LITTLE ROCK — A pair of advocacy groups wants Arkansans to understand the legislative redistricting that will follow this year’s U.S. Census, as well as the potential pitfalls of the process.
Sister organizations Arkansas Public Policy Panel and Arkansas Citizens First Congress this week published a report they hope will raise public awareness of how Arkansas’ state and federal political districts come to be, including through various forms of gerrymandering.
The groups support instituting a nonpartisan commission to make redistricting decisions, Policy Director Kymara Seals said during a news conference Wednesday. But the report, titled “Redistricting & Gerrymandering in Arkansas: How Our Districts Got Their Shapes,” stops short of making any specific recommendations.
The report walks readers through the steps involved in redrawing districts: counting the population by means of the Census; reapportionment, determining how many people will be represented by each district; and redistricting, the reshaping of legislative districts to reflect changes in population numbers.
But the bulk of the report explains gerrymandering, “the intentional manipulation of legislative district lines in order to advantage one group (and therefore disadvantage another group) in future elections.”
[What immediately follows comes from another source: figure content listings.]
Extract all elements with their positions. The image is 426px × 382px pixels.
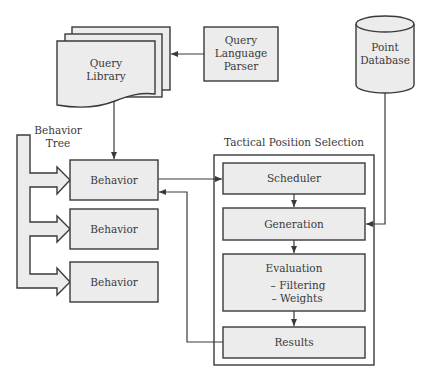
tps-title: Tactical Position Selection	[224, 136, 364, 148]
point-database: Point Database	[356, 16, 414, 93]
evaluation-stage: Evaluation – Filtering – Weights	[223, 254, 365, 311]
parser-label-line3: Parser	[224, 60, 259, 72]
point-database-label-line1: Point	[371, 41, 399, 53]
behavior-2: Behavior	[70, 209, 158, 249]
evaluation-item-filtering: – Filtering	[271, 279, 326, 291]
behavior-tree-label-line1: Behavior	[34, 124, 83, 136]
query-library-label-line2: Library	[86, 70, 125, 82]
scheduler-label: Scheduler	[267, 172, 322, 184]
behavior-2-label: Behavior	[90, 223, 139, 235]
evaluation-item-weights: – Weights	[271, 292, 322, 304]
generation-stage: Generation	[223, 208, 365, 240]
tactical-position-diagram: Query Library Query Language Parser Poin…	[0, 0, 426, 382]
point-database-label-line2: Database	[360, 54, 410, 66]
scheduler-stage: Scheduler	[223, 163, 365, 194]
query-library-label-line1: Query	[90, 57, 123, 69]
evaluation-label: Evaluation	[266, 262, 323, 274]
parser-label-line2: Language	[215, 47, 268, 59]
behavior-1: Behavior	[70, 160, 158, 200]
behavior-tree-label-line2: Tree	[46, 137, 70, 149]
query-language-parser: Query Language Parser	[204, 27, 278, 81]
behavior-3: Behavior	[70, 262, 158, 302]
point-database-top	[356, 16, 414, 32]
results-label: Results	[274, 336, 313, 348]
behavior-1-label: Behavior	[90, 174, 139, 186]
parser-label-line1: Query	[225, 34, 258, 46]
query-library: Query Library	[57, 27, 170, 107]
generation-label: Generation	[264, 218, 324, 230]
behavior-3-label: Behavior	[90, 276, 139, 288]
results-stage: Results	[223, 327, 365, 358]
behavior-tree-branches	[17, 135, 70, 295]
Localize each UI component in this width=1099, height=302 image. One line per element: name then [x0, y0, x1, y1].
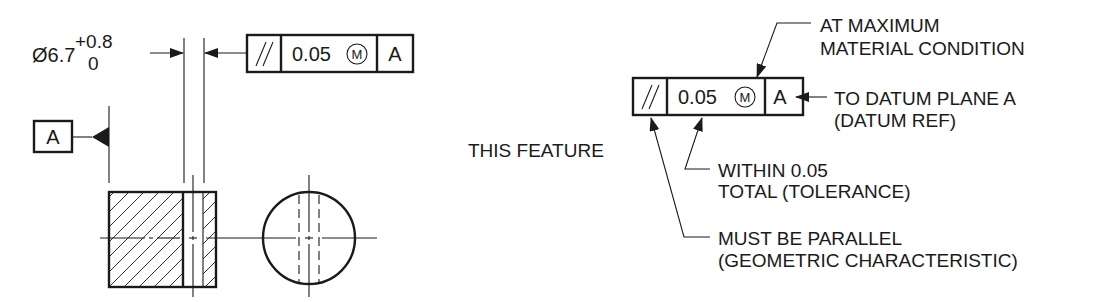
- callout-geometric-line1: MUST BE PARALLEL: [718, 228, 902, 249]
- frame-datum: A: [388, 43, 402, 65]
- section-view: [99, 175, 310, 297]
- callout-datum-line1: TO DATUM PLANE A: [834, 88, 1016, 109]
- datum-feature-label: A: [46, 126, 60, 148]
- gdt-parallelism-diagram: Ø6.7 +0.8 0 0.05 M A A: [0, 0, 1099, 302]
- parallelism-icon: [642, 85, 659, 109]
- dimension-upper-tolerance: +0.8: [75, 31, 113, 52]
- dimension-lower-tolerance: 0: [88, 53, 99, 74]
- feature-control-frame-right: 0.05 M A: [633, 78, 803, 115]
- feature-control-frame-left: 0.05 M A: [247, 35, 413, 72]
- callout-mmc-line1: AT MAXIMUM: [820, 15, 940, 36]
- callout-datum-line2: (DATUM REF): [834, 110, 956, 131]
- callout-this-feature: THIS FEATURE: [468, 140, 604, 161]
- frame-tolerance-value: 0.05: [678, 86, 717, 108]
- datum-feature-symbol: A: [34, 106, 109, 183]
- part-outline: [109, 192, 216, 287]
- leader-geometric: [651, 118, 710, 237]
- callout-tolerance-line1: WITHIN 0.05: [718, 160, 828, 181]
- section-hatching: [99, 182, 274, 297]
- dimension-nominal: Ø6.7: [32, 44, 75, 66]
- parallelism-icon: [256, 42, 273, 66]
- frame-datum: A: [773, 86, 787, 108]
- callout-geometric-line2: (GEOMETRIC CHARACTERISTIC): [718, 250, 1018, 271]
- frame-modifier: M: [352, 47, 363, 62]
- leader-mmc: [757, 23, 811, 77]
- frame-tolerance-value: 0.05: [292, 43, 331, 65]
- left-view: Ø6.7 +0.8 0 0.05 M A A: [32, 31, 413, 297]
- leader-tolerance: [685, 118, 710, 169]
- end-view: [263, 175, 355, 297]
- datum-triangle-icon: [92, 127, 109, 147]
- right-view: 0.05 M A AT MAXIMUM MATERIAL CONDITION T…: [468, 15, 1025, 271]
- frame-modifier: M: [740, 90, 751, 105]
- callout-mmc-line2: MATERIAL CONDITION: [820, 38, 1025, 59]
- diameter-dimension: Ø6.7 +0.8 0: [32, 31, 113, 74]
- callout-tolerance-line2: TOTAL (TOLERANCE): [718, 181, 911, 202]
Gerrymandering creates four “core challenges” to democracy, according to the report: biased representation, noncompetitive elections, growing political polarization and an increase in costly legal challenges.
Three kinds of gerrymandering are the most common. Partisan gerrymandering involves a political party drawing legislative lines to attain an unfair advantage. Racial gerrymandering sets out to diminish the voting power of minorities. Nonpartisan incumbent gerrymandering seeks to keep certain politicians in office.
Less common is bipartisan gerrymandering, in which political parties work together to manipulate district boundaries to ensure mutually beneficial electoral outcomes.
Partisan gerrymandering often employs methods called cracking and packing.
Cracking separates the opposing party’s voters into many different districts, allowing the preferred party to win elections in several districts against a divided opposition.
Packing results in the opposing party’s voters being pushed into one or a few districts.
“The majority party surrenders the packed district to the opposition party, but the majority party can likely win the other districts,” the report states.
The report goes on to explain a redistricting case study, redistricting requirements in Arkansas, geographic challenges for redistricting in the state and reforms enacted in other states, including various forms of commissions meant to ensure fairness.
In Arkansas, the state General Assembly draws U.S. Congressional District lines.
A body called the Board of Apportionment — comprising the governor, the secretary of state and the attorney general — redistricts Arkansas’ 35 Senate and 100 House districts. Arkansas is one of only three states to use such a panel of politicians to decide redistricting.
An organization called Arkansas Voters First is trying to add an item to November’s general election ballot that, if approved by voters, would create an independent redistricting commission. But the ballot initiative is mired in a legal battle over the validity of petitions calling for it.
The proposal “would shift the authority for redrawing the boundaries of legislative districts from the state Board of Apportionment to a nine-member independent commission comprising three Democrats, three Republicans and three independents.
“The proposal also would shift authority for redrawing the boundaries of the congressional districts from the Legislature to the nine-member commission,” according to an Arkansas Democrat-Gazette report.